FUNCTIONS OF EDUCATION
2. Social integration
For a society to work, functionalists say,
people must subscribe to a common set of beliefs
and values. As this development was a goal of the
system of free, compulsory education that
developed in the nineteenth century.
4 TYPES OF NORMS
• 1. FOLKWAYS
- Introduced by William Sumner in the early 1900s.
- are customs that we follow but are often not written down. We
learn them through intuition as we grow up.
- they are customs that people follow within a society.
- they are often implicit, meaning that you may not have been
taught about the folkways in the culture. Instead, you learned them by being
embedded in a culture while growing up.
Examples of folkways:
1. Covering your mouth when you nyawn or sneeze
2. trying not to smoke downwind of others
3. Making sure you say thank you to a grocery clerk.
In school, teachers often reinforce folkway despite the fact that these norms are not in the
curriculum. When teachers take it upon themselves to reinforce folways, we call it the hidden
curriculum.
If you break a folkway, you might be considered a little strange, but no one will be too upset. You
just might not make friends. People who understand folkway are usually more liked and socially
accepted.
2. MORES
- They are moral norms.
- The term “more” came from “morality”. If you break a more, society will
consider you to be immoral. Some are illegal ( making them also laws), while
others are not.
- They are often linked to religious rules.

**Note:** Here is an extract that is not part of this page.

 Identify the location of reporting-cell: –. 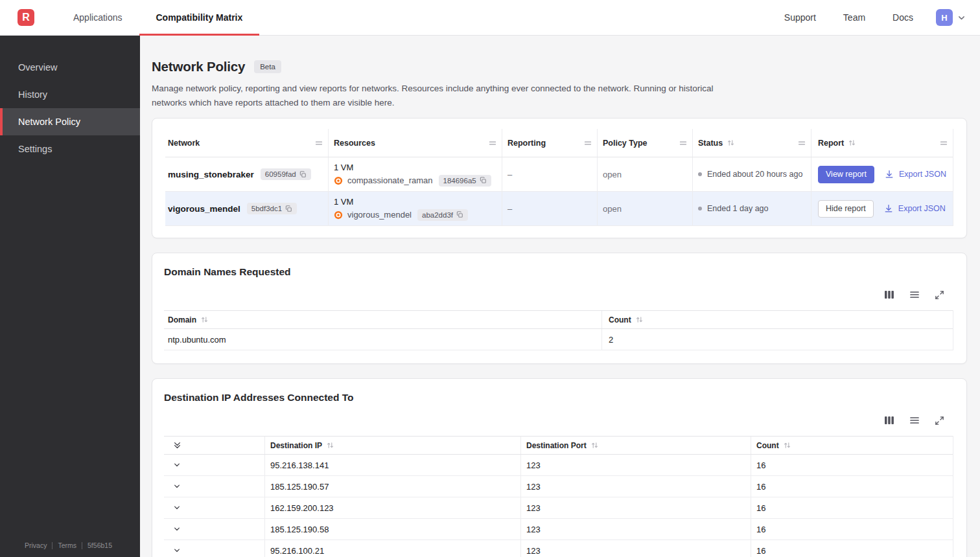
(550, 209).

EXAMPLES: Talking behind a friend’s back could be considered immoral and
therefore a mopre that has been contravened. It is not uillegal to gossip but
people will frown upon you and consider you to have broken moral standards.

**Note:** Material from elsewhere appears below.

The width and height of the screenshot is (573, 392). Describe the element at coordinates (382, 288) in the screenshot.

If the social norm has a layer of morality involved, chances are it’s a more.
Generally, we look at a more as something that has a clear “right or wrong”.
3. TABOOS
- Are social norms in a society that are considered shocking if you break
them. They’re often things that no one talks about because they’re so
embarrassing and socially unacceptable.
- Taboos are often things that are silently whispered about because they are
unacceptable.
- They’re things kept secret and especially not talked about in front of
children. They will often leave people shocked when people break them.
EXAMPLES OF TABOOS
1. Adultery
2. Flirting while married
3. Spitting at others
SEVERITY: If you break one, you may be so embarrassed that you might
not be able to look people in the eye anymore.
4. LAWS
- Are cultural and social norms that are policed by the state.
- If you’re found to have broken a law, you could be fined or even go to jail.
3. Social placement
Beginning in grade school, students are identified by
teachers and other school officials either as bright and motivated
or as less bright and even educationally challenged. Depending
on how they are identified, children are taught at the level that is
thought to suit them best. In this way, they are presumably
prepared for their later stations in life. Whether this process works
as well as it should, is an important issue.